Monday, February 14, 2005
 
The road ahead

Daniel Wallechinsky, writing for Parade magazine (that high-powered foreign policy journal), has consulted with Human Rights Watch, Freedom House, Amnesty International and Reporters Without Borders to construct a list of the World's Ten Worst Dictators. Since we are now told, somewhat belatedly, that our invasion of Iraq was actually a humanitarian venture designed to spread democracy throughout the world (and the bits about weapons of mass destruction and ties to al-Qaeda were just honest mistakes), this list will serve as a helpful finding-chart for our future foreign policy objectives.
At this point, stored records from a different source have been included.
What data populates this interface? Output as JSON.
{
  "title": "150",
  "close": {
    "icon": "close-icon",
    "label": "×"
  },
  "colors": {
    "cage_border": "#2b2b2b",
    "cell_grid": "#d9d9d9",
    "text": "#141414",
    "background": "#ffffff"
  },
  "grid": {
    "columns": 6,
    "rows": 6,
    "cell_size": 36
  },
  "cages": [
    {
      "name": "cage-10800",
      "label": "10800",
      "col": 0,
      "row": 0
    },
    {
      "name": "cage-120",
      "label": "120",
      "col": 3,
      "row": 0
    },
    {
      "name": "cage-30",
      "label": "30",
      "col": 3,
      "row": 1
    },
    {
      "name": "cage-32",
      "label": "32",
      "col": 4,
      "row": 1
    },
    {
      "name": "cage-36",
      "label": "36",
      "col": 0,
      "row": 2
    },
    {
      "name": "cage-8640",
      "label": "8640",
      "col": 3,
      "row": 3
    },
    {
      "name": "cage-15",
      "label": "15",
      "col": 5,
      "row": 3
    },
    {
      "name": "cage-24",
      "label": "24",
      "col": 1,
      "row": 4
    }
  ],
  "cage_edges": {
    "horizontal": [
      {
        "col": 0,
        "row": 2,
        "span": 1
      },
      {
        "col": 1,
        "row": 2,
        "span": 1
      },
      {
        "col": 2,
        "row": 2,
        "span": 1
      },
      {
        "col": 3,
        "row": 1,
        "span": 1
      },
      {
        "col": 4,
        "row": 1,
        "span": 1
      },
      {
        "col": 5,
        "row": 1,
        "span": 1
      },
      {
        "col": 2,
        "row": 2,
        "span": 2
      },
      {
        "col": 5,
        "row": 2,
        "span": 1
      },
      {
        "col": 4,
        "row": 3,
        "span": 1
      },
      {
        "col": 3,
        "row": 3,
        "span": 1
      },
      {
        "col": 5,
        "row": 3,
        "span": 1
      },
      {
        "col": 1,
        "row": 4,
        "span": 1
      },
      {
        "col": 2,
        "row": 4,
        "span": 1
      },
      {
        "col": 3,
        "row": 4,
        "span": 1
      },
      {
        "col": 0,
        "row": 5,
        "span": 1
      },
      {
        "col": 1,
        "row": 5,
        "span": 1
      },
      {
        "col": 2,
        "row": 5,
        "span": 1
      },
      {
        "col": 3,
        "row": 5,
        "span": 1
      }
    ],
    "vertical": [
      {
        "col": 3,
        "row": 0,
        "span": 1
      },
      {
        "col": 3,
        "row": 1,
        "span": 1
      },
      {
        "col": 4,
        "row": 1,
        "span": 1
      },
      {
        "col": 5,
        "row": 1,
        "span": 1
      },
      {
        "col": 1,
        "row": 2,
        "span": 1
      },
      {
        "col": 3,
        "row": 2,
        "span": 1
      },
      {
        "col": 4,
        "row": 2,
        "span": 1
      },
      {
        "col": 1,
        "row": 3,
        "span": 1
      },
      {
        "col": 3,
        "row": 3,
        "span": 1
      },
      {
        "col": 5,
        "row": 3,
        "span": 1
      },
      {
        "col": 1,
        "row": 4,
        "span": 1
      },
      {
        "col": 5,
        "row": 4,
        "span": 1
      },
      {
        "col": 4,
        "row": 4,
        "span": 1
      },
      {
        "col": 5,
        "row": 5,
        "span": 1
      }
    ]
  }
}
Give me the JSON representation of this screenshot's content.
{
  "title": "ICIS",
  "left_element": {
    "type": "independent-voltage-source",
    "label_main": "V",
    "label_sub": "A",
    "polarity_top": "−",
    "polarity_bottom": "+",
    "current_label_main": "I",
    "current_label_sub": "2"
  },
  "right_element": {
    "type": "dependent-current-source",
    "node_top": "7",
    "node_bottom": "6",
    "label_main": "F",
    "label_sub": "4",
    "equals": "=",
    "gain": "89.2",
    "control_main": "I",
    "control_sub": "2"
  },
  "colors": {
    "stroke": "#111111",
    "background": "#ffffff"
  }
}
I figure we'll be invading each in turn, from the worst at the top down to the not-quite-so-evil at the bottom. By the time we get through them all, the ineluctable logic of the Bush Doctrine will no doubt convince all remaining dictators to abdicate in a hurry.
  1. Omar al-Bashir, Sudan.
  2. Kim Jong Il, North Korea.
  3. Than Shwe, Burma.
  4. Hu Jintao, China.
  5. Crown Prince Abdullah, Saudi Arabia.
  6. Muammar al-Qaddafi, Libya.
  7. Pervez Musharraf, Pakistan.
  8. Saparmurat Niyazov, Turkmenistan.
  9. Robert Mugabe, Zimbabwe.
  10. Teodoro Obiang Nguema, Equatorial Guinea.
We can quibble about the list, but the top three are consensus picks to be sure. al-Bashir and Shwe will likely fold like a cheap suit after the first hundred cruise missiles, so they shouldn't be any problem. Kim Jong Il is trickier, with those nuclear weapons and all. Fortunately he doesn't yet have the capability to launch them all the way to California, so South Korea and Japan will likely take the brunt of the carnage. (Maybe they can borrow our missile defense system?) China will be tougher yet, what with a substantial military and over a billion people. Might have to call up more of the Guard. But we know about their nefarious plans to put an Asian person on the Moon, and we have to act swiftly before the Chinese flag is flapping in the Lunar breeze overhead.

Saudi Arabia will be awkward, since they're our close allies and all, but frankly we could use the oil, and our armed forces are already in the area. (The fact that al-Qaeda actually has support there is just a bonus.) I'm surprised to see Qaddafi so high on the list; I thought he had lost the will to be a really brutal dictator, but apparently he's rebounded in the last year, punishing entire towns for "collective guilt." Pakistan -- again, awkward, and heavily armed. But perhaps we could take out bin Laden in the process, which would be a PR coup. Personally I think Niyazov should be ranked even higher; he has quite a fondness for erecting statues of himself, which will make for great visuals after Turkmenistan is liberated. Mugabe and Nguema have slipped in the rankings over the last year, but that's as much a reflection of the tough competition as it is their own faults. Fact is, both regimes condone the use of torture against their suspected enemies, and that's a no-no in this new era of enforced Enlightenment values. Freedom is on the march!

 
Ideas on culture, science, politics.